Ambiguous in nature, Fang's works have often been viewed as expressing a feeling of disillusionment associated with the years immediately after 1989.

Born in 1963 in Handan, North China's Hebei Province, Fang Lijun had cemented his name in the art world as a leading artist in the Chinese artistic movement entitled "Cynical Realism" by the 1990s. One of the dominant styles that developed just after the Tiananmen protests, Cynical Realism was seen to typify the pervasive feeling of disillusionment after 1989, with its use of humor and irony.

Caught in the midst of this chaotic milieu, urban artists such as Fang produced works that were seen as reflecting the nation's burgeoning feelings of skepticism. With his trademark bald-headed youthful subjects, Fang's paintings were seen to illustrate the Cynical Realist notion of lost idealism, and a more realistic yet ironic view of changing Chinese society.

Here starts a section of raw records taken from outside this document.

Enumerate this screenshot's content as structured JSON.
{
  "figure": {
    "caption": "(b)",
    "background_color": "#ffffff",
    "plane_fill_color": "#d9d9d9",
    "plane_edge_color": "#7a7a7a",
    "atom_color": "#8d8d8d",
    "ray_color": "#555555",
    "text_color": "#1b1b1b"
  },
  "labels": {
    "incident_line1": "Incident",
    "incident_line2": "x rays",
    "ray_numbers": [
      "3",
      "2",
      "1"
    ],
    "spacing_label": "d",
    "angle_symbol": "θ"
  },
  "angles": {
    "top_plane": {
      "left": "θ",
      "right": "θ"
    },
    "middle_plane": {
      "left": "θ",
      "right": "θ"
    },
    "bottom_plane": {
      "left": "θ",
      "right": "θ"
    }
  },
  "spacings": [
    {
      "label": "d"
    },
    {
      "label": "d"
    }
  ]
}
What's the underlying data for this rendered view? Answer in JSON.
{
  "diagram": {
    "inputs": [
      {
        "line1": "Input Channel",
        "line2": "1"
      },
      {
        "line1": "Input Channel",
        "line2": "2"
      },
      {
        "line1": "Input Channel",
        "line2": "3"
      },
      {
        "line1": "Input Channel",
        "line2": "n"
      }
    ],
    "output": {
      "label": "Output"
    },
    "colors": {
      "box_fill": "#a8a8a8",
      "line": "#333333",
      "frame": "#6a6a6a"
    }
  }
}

In one of Fang's better known images, "Untitled," from 1992, a lone man stands in the foreground, either yawning or yelling as three figures stand in the background, identical in their blank expressions. Marking the clash between the old and the new, it shows a disjuncture between the complacency of conformity and a yearning for individuality, marking just some of the prevailing conflicts and desires of the time. And yet, the meaning is not particularly clear. Focusing on facial expressions that communicated a multitude of emotions, Fang purposely created scenes with enigmatic narratives.